Constant BSOD and stuttering in games

Athelian

Honorable
Feb 7, 2013
10
0
10,510
Hi,

For a while now I have been getting random stutters and BSODs when playing games (I run most at 120 fps). Running at this frame rate puts a slight strain on the system, however both video card and processor temperatures never exceed 70C.

I have reformatted and updated the BIOS and graphics drivers, however the problem remains.

At this point would I be safe in assuming that this is 100% a hardware problem? At the moment I am thinking either RAM or CPU: I upgraded the RAM a long time ago (also switched to SSD) and it's possible that I damaged the sticks or bought incompatible ones; the CPU came overclocked from the factory and it's possible that I have messed up the clock by updating the BIOS, however even on loading optimised defaults and removing the overclock the problem remains.

Would anyone have any helpful ideas for this issue? I am not technically gifted but can work towards fixing this with some direction.

System Specs:
6b8269da2d.png


Thanks,
~A
 

Athelian

Honorable
Feb 7, 2013
10
0
10,510


Thanks! That's a great program.

This is the output:
c41bb54b78.png


All the dump files show the same result. Is this a driver issue for the CPU?
 

neieus

Distinguished
Looks like some sort of hardware device or driver caused the NTKernl to crash. I'm not sure why it's mentioned a possible thermal problem but but it wouldn't hurt to clean out your PC just to be safe because 70c to me seems high but I'll admit I know little about Intel CPU's. I would also try removing or uninstalling some of your hardware such as USB devices or adapter cards you may have internally installed one at a time until your system stops crashing. Once you've done that then the last thing you installed most likely was causing the problem.
 

Henry-Johnson

Reputable
May 7, 2015
17
0
4,520
Looks to me like what everybody has above, but I would check your PC's power supply just in case and make sure it isn't overloaded. I had to replace a power supply here not to long ago because it was overheating and it cause my computer to crash.
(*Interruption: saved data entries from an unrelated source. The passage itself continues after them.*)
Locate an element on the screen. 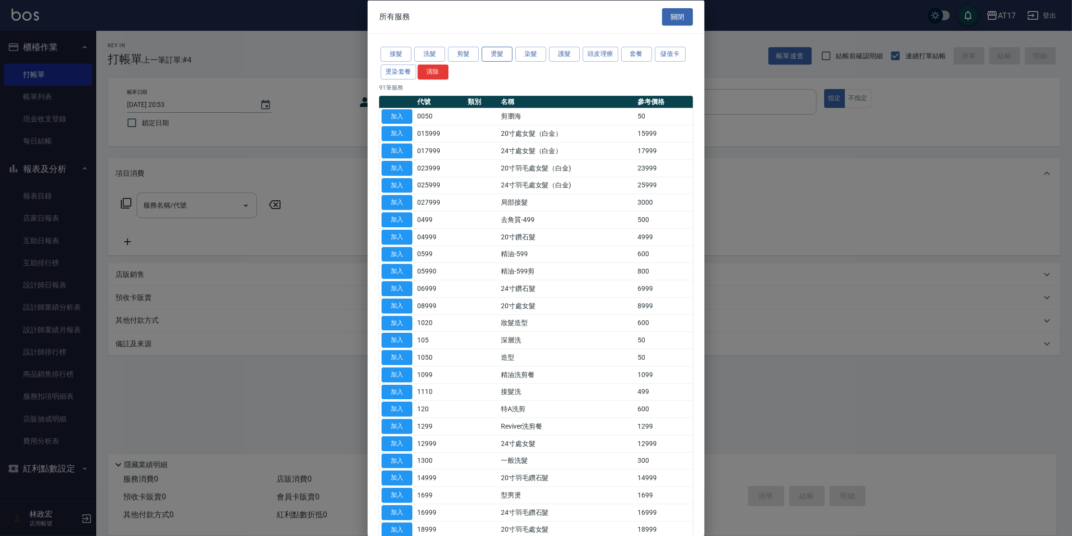  td: 0499 is located at coordinates (440, 219).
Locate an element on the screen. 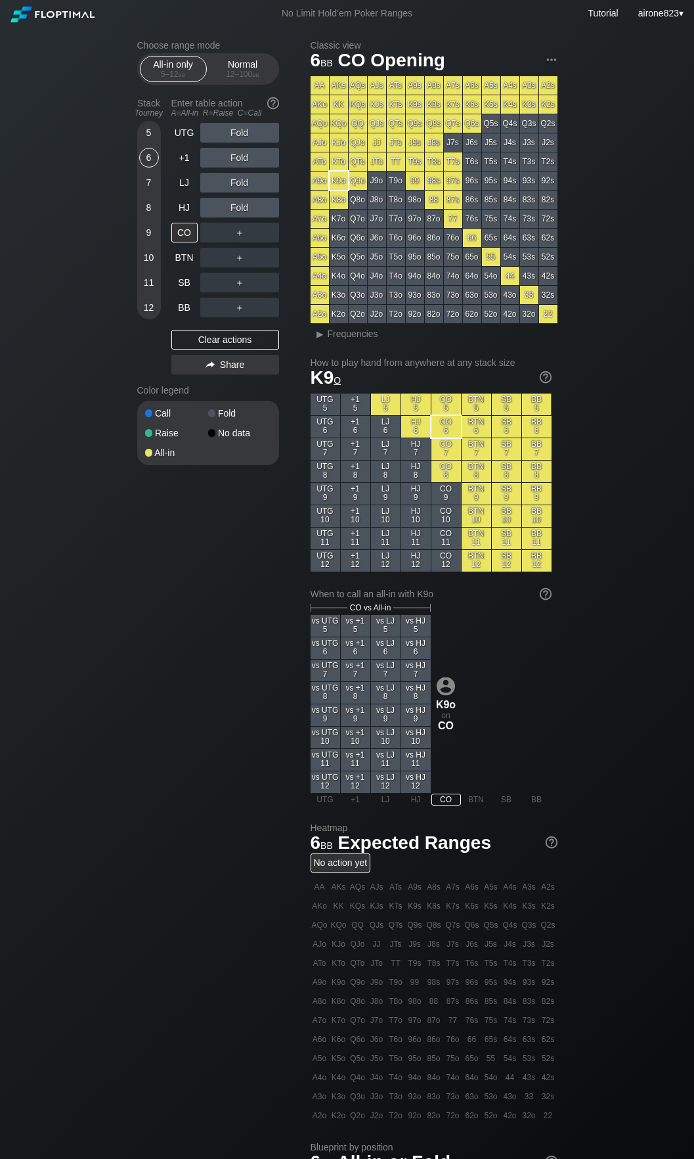 This screenshot has height=1159, width=694. div: 92s is located at coordinates (549, 181).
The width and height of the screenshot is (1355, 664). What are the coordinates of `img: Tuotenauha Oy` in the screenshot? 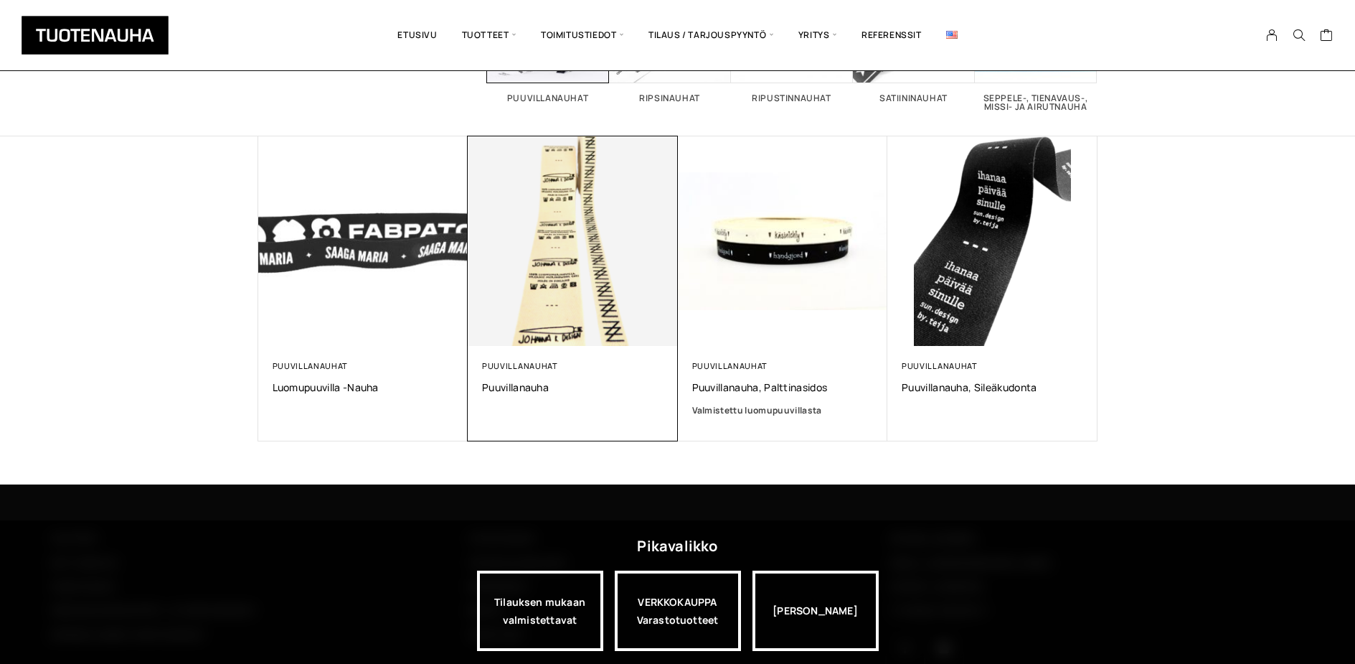 It's located at (95, 35).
But the studdering part seems to be more like a hardware malfunction or an overheating issue.
 
change your memory dump type to kernel rather than a minidump, reboot your machine,
when you get the next bugcheck, put the c:\windows\memory.dmp file on a server like microsoft onedrive and post a link.

I can check to see what hung the processor. Common for a USB driver being loaded via plug and play to cause a CPU core to hang.